The three-day hearing was called by The Canada Energy Regulator as part of its decision-making process on two development proposals from Imperial Oil late last year.
Imperial Oil is seeking permission to drill below the Mackenzie River to install a new bundle of lines to replace Line 4-90, which was damaged in 2022, and leaked 55,000 litres of water used in industrial processes into the Mackenzie River.
The one to 1.5 kilometre-long lines would run between Goose Island and Bear Island on the Mackenzie River.
Imperial Oil has also asked the federal regulator to extend its operating license, which is set to expire at the end of 2024, for another 10 years, until 2034.
Canada Energy Regulator spokesperson Christy Wickenheiser told CBC the hearing was an opportunity for commissioners with the federal regulator to listen to "anything and everything" people in the community want to tell them about the project.
For community members in Fort Good Hope, it was also their a chance to have their concerns heard about how oil extraction is affecting them.
K'asho Got'ı̨nę land guardian Buddy Gully presented on Wednesday.

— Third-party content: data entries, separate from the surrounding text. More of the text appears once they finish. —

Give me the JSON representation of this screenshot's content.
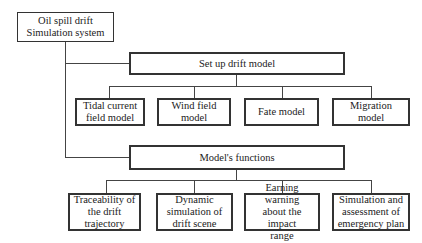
{
  "diagram": {
    "root": {
      "label": "Oil spill drift\nSimulation system"
    },
    "branches": [
      {
        "label": "Set up drift model",
        "children": [
          {
            "label": "Tidal current\nfield model"
          },
          {
            "label": "Wind field model"
          },
          {
            "label": "Fate model"
          },
          {
            "label": "Migration model"
          }
        ]
      },
      {
        "label": "Model's functions",
        "children": [
          {
            "label": "Traceability of\nthe drift\ntrajectory"
          },
          {
            "label": "Dynamic\nsimulation of\ndrift scene"
          },
          {
            "label": "Earning warning\nabout the impact\nrange"
          },
          {
            "label": "Simulation and\nassessment of\nemergency plan"
          }
        ]
      }
    ],
    "colors": {
      "stroke": "#333333",
      "background": "#ffffff",
      "text": "#222222"
    }
  }
}
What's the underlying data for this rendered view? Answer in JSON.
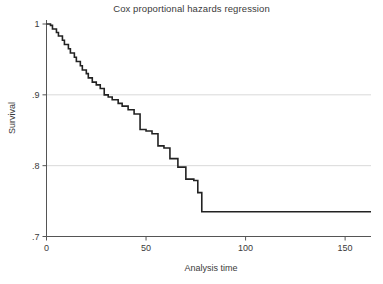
{
  "chart_data": {
    "type": "line",
    "subtype": "step-survival-curve",
    "title": "Cox proportional hazards regression",
    "xlabel": "Analysis time",
    "ylabel": "Survival",
    "xlim": [
      0,
      163
    ],
    "ylim": [
      0.7,
      1.0
    ],
    "xticks": [
      0,
      50,
      100,
      150
    ],
    "xtick_labels": [
      "0",
      "50",
      "100",
      "150"
    ],
    "yticks": [
      0.7,
      0.8,
      0.9,
      1.0
    ],
    "ytick_labels": [
      ".7",
      ".8",
      ".9",
      "1"
    ],
    "grid": "horizontal",
    "gridlines_y": [
      0.7,
      0.8,
      0.9
    ],
    "legend": "none",
    "line_color": "#222222",
    "grid_color": "#d9d9d9",
    "axis_color": "#555555",
    "background_color": "#ffffff",
    "series": [
      {
        "name": "Survival",
        "step": "post",
        "x": [
          0,
          2,
          3,
          5,
          6,
          8,
          9,
          11,
          12,
          14,
          15,
          17,
          18,
          20,
          21,
          23,
          25,
          27,
          29,
          31,
          33,
          36,
          38,
          41,
          44,
          47,
          50,
          53,
          56,
          59,
          62,
          66,
          70,
          74,
          76,
          78,
          163
        ],
        "y": [
          1.0,
          0.998,
          0.993,
          0.988,
          0.983,
          0.977,
          0.971,
          0.965,
          0.959,
          0.953,
          0.947,
          0.941,
          0.935,
          0.93,
          0.924,
          0.918,
          0.914,
          0.909,
          0.9,
          0.897,
          0.893,
          0.888,
          0.884,
          0.879,
          0.873,
          0.851,
          0.849,
          0.845,
          0.828,
          0.825,
          0.81,
          0.798,
          0.781,
          0.779,
          0.762,
          0.735,
          0.735
        ]
      }
    ]
  }
}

"We're the first community that's below Norman Wells that gets all the junk that comes down the river. It's getting us sick," he told commissioners.
Fellow land guardian Twyla Edgi-Masuzumi said she was particularly concerned about changes she is seeing in fish on the river, describing white growths she has seen on the guts of many fish she has harvested over the last couple of years.
"It kind of makes me scared to work on fish and to feed my kids that, and it makes me sad that I have to restrict my kids," she said.
Many speakers also criticized officials at Imperial Oil for what they felt was inadequate communication when Line 4-90 leaked in 2022.